SUPPORT for Scotland becoming an independent country has grown to 47%, according to the latest poll.

It puts backing among voters for the Yes cause two percentage points higher than since the September 2014 referendum – despite there being no official campaign on the matter.

The First Minister has said she will decide in the autumn whether to push ahead with plans to hold a second plebiscite on Scottish independence once the terms of Brexit are clear.

Asked whether Nicola Sturgeon should call a new vote this autumn, 23% thought she should, 19% were in favour of another vote but do not think she should call one in the autumn, while 9% were unsure. A further 49% said she should not call a second referendum at all.

Finance Secretary Derek Mackay, who is also the SNP’s business convener, welcomed the results.

“Support for independence remains at historically high levels, with a Yes majority within the margin of error and well within touching distance.

“And we’re not – yet – in the heat of an independence campaign,” he said.

“But as Westminster moves from chaos to utter shambles, proving beyond doubt it is incapable of protecting our interests, the case for independence becomes ever stronger.

“Little wonder that since last year there has been a marked rise in the number of people who back giving the people of Scotland that choice over their future. With the full powers of independence, we could make better choices in Scotland’s interests and avoid the damage of a Tory Brexit.”

Patrick Harvie, the Scottish Greens’ co-convener, said: “Westminster is in chaos and it’s disgraceful that more than two years on from the EU referendum we still have no idea what Brexit will look like.

“All we can be sure of is that our economy and environmental protections will suffer significantly after leaving the European Union.

“It’s remarkable that support for independence remains so high given the Yes movement hasn’t done a single bit of formal campaigning.

“The status quo will no longer exist in March 2019 and I suspect that voters in Scotland will come to demand a say on whether we should be dragged along with this Brexit mess.”

The poll was carried out by the research company Survation for the Daily Record.

The paper was seen by some on the Yes side as helping to swing a No vote in 2014 after it published the Vow – promising a strengthened devolution settlement and more powers for Holyrood. But last month the paper’s former editor Murray Foote announced he would vote Yes if a new independence referendum was held.

He later told The National he did not regret publishing the Vow and in time it would be seen as a stepping stone to independence.

However, former First Minister Alex Salmond disagreed, saying the Vow presented “a No campaign then in total disarray with a rallying point” in the final week of the campaign.

The First Minister initially said the issue of Scottish independence was “back on the table” the day after the June 2016 Brexit referendum, when 62% of Scots voted to remain in the EU while the UK as a whole voted by 52% to leave.

But she postponed plans for a new referendum on the question after the SNP lost 21 seats at last year’s general election.

Survation interviewed 1002 Scots online between July 5 and 10 following the Cabinet resignations over May’s Brexit proposals. The pro-Union parties demanded the First Minister does not move forward with a new independence vote.

Scottish Labour leader Richard Leonard said: “The people of Scotland want the government focused on jobs, schools and hospitals, not another referendum campaign that creates false divisions between working class people when the real divide is between the richest and the rest of us.”

A spokesman from the Scottish Conservatives added: “This poll again shows the majority of people do not want a second referendum – and they overwhelmingly don’t want one any time soon.”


» ABOUT THIS EXERCISE:
Return exactly those lines of the material below that fall between the line holding "Image is 644x333 pixels." and the line holding "Image is 644x321 pixels.", inclusive.
_ _ _ _ _ _ _
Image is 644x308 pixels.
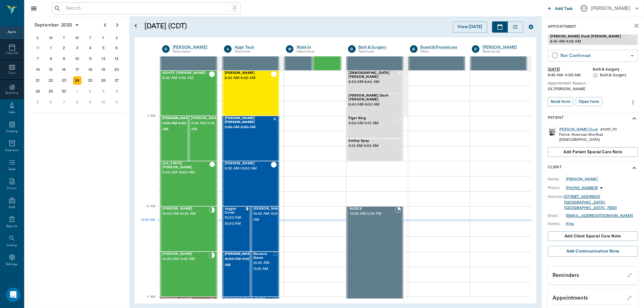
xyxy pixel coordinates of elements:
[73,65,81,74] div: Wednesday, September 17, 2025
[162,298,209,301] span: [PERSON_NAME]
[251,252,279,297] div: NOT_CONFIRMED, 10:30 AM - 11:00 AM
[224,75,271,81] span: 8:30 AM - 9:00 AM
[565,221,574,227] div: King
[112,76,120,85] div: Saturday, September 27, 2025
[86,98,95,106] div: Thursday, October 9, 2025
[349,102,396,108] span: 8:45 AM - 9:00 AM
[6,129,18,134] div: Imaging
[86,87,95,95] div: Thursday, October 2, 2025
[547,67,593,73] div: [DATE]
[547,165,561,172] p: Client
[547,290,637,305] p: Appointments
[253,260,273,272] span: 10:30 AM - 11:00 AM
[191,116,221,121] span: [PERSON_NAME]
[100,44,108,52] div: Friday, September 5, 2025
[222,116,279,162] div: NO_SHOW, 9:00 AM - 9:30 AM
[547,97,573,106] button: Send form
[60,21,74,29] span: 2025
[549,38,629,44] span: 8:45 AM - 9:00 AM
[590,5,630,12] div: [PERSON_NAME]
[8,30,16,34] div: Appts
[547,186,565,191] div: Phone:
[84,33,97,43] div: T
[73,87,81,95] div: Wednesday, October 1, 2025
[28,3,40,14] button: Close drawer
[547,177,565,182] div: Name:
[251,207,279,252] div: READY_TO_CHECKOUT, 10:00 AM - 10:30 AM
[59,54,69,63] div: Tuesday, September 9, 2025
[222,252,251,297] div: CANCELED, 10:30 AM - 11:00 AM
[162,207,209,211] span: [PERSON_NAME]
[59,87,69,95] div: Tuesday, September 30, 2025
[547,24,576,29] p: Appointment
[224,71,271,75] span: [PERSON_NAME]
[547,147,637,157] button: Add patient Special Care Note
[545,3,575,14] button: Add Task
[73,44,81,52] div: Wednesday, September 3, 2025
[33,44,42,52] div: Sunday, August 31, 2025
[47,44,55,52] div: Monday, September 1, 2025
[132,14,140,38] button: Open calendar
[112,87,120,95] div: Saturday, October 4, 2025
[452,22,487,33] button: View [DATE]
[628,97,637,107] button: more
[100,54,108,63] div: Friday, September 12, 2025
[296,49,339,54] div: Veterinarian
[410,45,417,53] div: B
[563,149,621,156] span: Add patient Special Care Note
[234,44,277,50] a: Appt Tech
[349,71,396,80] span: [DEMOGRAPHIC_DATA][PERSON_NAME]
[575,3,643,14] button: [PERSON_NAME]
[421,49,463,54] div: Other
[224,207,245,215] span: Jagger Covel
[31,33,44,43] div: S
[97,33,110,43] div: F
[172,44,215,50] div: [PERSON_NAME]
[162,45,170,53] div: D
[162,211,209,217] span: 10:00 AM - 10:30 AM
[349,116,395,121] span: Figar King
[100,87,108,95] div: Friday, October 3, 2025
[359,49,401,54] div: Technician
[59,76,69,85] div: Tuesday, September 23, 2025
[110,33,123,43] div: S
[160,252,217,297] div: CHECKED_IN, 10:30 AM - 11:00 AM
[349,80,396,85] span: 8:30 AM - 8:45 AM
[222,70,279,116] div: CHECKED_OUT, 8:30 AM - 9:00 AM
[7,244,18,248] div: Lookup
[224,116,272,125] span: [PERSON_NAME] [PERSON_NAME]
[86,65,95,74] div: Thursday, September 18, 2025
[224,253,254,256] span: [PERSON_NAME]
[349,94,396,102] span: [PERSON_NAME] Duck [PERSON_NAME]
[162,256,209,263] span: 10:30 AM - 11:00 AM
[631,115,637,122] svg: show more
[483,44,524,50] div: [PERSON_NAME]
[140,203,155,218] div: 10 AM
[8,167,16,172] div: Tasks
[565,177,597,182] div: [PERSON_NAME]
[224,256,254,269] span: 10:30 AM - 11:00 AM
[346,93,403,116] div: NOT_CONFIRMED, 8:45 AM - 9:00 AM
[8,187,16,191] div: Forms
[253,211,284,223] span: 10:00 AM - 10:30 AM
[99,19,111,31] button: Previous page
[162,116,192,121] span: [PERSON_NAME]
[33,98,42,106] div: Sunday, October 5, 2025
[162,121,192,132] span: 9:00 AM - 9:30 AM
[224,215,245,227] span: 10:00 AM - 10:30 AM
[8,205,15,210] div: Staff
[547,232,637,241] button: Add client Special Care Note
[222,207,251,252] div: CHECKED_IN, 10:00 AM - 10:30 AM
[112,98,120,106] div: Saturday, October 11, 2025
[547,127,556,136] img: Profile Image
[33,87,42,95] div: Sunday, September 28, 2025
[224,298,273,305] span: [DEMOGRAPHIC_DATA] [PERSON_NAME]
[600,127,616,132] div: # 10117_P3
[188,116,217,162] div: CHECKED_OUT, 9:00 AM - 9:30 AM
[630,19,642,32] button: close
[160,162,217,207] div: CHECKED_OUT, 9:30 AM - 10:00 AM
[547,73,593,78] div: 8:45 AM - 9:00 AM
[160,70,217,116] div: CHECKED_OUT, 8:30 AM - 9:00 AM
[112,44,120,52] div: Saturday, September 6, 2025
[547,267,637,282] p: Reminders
_ _ _ _ _ _ _
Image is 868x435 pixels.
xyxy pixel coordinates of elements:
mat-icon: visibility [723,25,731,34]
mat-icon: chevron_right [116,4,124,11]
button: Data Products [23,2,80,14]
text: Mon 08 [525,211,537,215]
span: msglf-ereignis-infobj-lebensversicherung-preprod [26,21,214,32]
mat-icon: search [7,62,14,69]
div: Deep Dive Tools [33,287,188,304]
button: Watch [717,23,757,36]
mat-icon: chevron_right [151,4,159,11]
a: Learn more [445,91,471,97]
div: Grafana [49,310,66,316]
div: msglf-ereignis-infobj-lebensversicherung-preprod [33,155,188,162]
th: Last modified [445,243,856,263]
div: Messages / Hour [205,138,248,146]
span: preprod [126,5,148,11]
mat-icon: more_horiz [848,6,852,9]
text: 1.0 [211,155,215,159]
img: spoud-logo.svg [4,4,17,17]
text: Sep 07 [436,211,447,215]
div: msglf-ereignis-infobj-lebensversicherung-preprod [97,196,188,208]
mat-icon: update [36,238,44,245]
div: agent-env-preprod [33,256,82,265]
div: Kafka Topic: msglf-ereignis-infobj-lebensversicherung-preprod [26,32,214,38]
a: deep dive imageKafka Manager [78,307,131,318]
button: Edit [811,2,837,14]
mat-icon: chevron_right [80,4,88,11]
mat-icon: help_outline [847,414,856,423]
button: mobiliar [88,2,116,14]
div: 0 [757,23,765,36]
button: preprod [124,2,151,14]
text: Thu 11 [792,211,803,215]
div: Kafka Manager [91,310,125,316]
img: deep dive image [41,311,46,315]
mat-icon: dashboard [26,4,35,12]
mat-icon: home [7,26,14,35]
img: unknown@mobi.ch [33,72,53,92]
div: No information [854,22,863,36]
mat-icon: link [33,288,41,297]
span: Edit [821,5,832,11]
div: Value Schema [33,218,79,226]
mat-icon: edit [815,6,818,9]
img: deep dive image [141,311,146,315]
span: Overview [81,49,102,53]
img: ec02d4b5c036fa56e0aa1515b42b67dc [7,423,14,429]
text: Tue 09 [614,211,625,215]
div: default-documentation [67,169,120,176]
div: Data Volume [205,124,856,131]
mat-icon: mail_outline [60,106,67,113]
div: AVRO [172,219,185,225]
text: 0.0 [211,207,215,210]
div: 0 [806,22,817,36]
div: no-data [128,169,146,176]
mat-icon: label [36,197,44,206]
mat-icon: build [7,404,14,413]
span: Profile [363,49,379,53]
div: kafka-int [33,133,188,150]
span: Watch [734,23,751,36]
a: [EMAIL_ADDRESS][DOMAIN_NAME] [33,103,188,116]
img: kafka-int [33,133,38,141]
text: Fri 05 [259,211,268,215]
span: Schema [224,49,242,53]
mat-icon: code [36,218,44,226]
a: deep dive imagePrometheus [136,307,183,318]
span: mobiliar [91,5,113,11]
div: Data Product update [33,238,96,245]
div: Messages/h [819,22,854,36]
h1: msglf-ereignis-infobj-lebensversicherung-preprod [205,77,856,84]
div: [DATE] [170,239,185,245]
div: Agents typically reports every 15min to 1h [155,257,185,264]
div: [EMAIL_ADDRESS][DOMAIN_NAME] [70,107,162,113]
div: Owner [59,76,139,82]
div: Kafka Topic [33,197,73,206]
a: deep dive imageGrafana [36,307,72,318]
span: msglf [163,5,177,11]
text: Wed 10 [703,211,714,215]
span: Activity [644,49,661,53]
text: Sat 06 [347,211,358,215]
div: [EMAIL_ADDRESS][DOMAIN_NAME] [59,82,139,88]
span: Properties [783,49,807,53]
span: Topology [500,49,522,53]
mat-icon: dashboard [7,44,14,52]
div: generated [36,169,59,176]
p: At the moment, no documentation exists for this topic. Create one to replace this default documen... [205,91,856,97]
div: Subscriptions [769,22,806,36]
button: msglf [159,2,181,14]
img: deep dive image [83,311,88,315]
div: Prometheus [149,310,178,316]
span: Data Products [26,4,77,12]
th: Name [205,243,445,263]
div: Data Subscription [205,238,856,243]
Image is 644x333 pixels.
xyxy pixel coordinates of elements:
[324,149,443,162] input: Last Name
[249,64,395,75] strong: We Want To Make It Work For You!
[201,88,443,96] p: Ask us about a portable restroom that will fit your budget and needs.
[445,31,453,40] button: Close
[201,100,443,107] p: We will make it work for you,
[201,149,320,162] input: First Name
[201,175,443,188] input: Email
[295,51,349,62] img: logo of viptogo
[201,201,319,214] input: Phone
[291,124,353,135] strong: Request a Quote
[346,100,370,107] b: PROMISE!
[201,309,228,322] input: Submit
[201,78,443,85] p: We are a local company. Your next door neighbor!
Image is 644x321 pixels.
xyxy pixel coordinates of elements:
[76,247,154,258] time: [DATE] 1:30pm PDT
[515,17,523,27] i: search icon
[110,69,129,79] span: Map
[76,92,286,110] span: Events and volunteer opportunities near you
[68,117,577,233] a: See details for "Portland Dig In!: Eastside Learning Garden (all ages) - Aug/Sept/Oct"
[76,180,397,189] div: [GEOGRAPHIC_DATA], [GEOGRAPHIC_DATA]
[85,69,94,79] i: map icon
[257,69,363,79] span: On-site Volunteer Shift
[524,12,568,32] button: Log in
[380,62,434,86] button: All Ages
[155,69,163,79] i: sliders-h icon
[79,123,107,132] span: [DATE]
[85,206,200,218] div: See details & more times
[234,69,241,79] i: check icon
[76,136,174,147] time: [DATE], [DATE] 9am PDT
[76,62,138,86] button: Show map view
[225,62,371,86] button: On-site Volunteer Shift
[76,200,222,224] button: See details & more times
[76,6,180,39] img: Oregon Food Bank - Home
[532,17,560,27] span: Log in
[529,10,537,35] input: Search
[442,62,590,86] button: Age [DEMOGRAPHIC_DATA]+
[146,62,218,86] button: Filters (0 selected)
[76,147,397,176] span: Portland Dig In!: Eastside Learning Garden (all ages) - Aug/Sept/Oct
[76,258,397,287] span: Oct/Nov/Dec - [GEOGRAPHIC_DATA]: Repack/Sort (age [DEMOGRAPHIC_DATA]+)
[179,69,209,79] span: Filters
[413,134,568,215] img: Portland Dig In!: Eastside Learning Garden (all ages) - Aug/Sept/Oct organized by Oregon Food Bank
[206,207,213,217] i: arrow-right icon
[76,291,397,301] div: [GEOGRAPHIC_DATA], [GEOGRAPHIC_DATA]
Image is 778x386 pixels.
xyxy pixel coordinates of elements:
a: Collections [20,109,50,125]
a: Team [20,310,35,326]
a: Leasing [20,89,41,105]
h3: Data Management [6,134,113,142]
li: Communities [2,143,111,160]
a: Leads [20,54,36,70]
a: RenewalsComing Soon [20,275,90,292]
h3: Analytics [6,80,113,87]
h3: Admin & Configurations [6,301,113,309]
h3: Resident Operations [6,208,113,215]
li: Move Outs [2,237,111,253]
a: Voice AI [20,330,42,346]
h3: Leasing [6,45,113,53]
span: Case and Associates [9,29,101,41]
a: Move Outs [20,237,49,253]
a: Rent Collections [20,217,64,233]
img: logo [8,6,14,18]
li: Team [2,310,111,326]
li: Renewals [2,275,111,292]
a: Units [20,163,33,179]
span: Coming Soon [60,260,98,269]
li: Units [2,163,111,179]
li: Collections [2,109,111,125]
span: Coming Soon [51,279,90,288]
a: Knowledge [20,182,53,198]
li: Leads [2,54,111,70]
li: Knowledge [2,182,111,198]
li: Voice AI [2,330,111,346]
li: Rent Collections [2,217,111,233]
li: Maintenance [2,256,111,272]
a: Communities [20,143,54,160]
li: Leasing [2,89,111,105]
_ _ _ _ _ _ _
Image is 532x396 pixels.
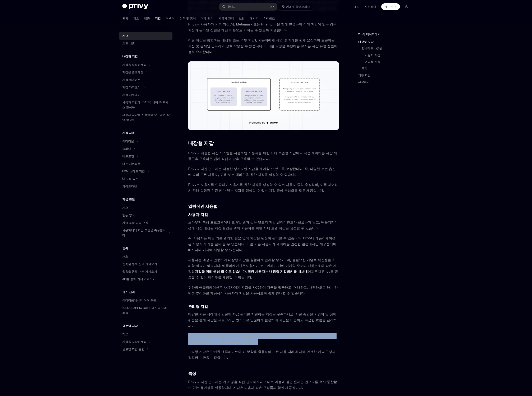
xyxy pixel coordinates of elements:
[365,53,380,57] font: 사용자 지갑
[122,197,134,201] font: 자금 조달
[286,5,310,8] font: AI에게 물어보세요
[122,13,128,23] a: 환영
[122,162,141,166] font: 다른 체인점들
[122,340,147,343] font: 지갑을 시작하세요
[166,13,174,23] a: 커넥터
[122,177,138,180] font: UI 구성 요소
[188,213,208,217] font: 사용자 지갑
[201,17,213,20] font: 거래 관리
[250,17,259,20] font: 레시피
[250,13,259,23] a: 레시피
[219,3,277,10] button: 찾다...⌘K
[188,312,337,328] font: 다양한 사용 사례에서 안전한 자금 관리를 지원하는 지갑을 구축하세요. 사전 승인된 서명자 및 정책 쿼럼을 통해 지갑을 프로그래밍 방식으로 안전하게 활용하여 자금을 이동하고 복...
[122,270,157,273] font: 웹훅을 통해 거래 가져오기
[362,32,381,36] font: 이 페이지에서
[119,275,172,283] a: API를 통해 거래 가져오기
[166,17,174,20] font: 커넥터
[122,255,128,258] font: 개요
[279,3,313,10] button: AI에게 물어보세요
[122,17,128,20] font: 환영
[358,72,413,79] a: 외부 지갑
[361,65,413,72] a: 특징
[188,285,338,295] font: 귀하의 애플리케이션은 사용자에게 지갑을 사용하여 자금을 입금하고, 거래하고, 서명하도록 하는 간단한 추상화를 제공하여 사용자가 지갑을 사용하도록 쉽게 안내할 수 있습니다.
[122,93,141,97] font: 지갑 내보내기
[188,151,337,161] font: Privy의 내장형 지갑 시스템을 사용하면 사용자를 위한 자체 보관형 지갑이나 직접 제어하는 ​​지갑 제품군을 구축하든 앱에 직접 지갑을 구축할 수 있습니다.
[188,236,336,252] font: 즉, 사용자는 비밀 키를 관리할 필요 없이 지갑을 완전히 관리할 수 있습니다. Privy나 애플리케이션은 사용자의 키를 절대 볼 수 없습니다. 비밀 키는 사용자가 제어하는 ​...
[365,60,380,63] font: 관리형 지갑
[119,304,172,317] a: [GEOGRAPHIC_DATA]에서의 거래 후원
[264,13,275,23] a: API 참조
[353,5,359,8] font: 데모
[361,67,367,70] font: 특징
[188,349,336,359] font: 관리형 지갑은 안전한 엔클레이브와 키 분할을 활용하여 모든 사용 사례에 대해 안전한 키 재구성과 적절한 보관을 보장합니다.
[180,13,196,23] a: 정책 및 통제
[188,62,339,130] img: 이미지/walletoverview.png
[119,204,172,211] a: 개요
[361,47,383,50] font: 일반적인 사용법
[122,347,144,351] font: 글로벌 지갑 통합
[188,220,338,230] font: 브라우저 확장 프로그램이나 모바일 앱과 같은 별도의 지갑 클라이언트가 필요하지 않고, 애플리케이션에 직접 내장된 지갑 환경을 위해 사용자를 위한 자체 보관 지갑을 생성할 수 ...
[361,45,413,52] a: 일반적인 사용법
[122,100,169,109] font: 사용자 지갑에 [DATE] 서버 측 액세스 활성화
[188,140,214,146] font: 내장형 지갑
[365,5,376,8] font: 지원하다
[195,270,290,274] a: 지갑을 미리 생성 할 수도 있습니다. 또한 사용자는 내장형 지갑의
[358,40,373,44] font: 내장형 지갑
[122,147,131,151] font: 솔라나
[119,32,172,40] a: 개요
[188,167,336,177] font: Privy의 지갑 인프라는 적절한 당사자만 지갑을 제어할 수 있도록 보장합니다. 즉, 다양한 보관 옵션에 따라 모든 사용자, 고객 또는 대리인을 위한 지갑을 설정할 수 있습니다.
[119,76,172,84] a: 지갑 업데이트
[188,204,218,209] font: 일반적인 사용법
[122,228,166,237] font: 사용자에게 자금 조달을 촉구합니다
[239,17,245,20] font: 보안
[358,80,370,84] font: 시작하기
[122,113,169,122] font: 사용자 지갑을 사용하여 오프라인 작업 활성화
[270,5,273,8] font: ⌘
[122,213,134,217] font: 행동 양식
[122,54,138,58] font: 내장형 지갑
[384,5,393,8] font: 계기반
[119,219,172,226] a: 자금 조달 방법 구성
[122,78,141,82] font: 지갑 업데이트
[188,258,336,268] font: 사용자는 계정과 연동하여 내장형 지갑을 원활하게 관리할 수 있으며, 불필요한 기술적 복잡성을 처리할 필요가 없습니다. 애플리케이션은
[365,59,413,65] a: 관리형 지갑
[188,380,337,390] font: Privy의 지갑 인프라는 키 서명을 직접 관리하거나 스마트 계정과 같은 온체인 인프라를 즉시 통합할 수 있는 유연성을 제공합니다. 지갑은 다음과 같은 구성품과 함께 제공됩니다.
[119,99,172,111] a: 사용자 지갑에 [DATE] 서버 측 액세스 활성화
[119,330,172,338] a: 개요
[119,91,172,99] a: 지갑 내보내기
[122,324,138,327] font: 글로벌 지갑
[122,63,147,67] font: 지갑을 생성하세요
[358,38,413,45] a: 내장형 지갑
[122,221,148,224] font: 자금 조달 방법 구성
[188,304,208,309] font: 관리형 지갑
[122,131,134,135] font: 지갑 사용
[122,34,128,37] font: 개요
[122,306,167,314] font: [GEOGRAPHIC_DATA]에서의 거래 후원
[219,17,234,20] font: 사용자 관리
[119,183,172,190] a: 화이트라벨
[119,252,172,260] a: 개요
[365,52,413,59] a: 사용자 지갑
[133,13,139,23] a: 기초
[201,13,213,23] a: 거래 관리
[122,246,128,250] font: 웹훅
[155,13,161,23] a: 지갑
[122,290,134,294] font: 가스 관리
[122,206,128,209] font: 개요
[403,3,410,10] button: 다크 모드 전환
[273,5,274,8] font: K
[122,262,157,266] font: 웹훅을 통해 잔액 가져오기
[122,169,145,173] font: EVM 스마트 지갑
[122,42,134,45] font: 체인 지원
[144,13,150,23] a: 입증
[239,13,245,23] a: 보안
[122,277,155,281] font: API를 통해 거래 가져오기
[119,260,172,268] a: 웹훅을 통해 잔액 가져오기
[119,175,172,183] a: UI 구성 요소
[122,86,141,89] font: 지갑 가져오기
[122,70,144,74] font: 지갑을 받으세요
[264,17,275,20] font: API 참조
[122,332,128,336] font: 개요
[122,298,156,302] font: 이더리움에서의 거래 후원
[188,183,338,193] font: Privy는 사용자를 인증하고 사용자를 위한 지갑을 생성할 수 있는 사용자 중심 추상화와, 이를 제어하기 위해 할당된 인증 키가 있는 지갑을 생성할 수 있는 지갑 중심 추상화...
_ _ _ _ _ _ _
» OUTPUT OF THE TASK:
Image is 644x333 pixels.
xyxy pixel coordinates of elements:
[324,149,443,162] input: Last Name
[249,64,395,75] strong: We Want To Make It Work For You!
[201,88,443,96] p: Ask us about a portable restroom that will fit your budget and needs.
[445,31,453,40] button: Close
[201,100,443,107] p: We will make it work for you,
[201,149,320,162] input: First Name
[201,175,443,188] input: Email
[295,51,349,62] img: logo of viptogo
[201,201,319,214] input: Phone
[291,124,353,135] strong: Request a Quote
[346,100,370,107] b: PROMISE!
[201,309,228,322] input: Submit
[201,78,443,85] p: We are a local company. Your next door neighbor!
Image is 644x321 pixels.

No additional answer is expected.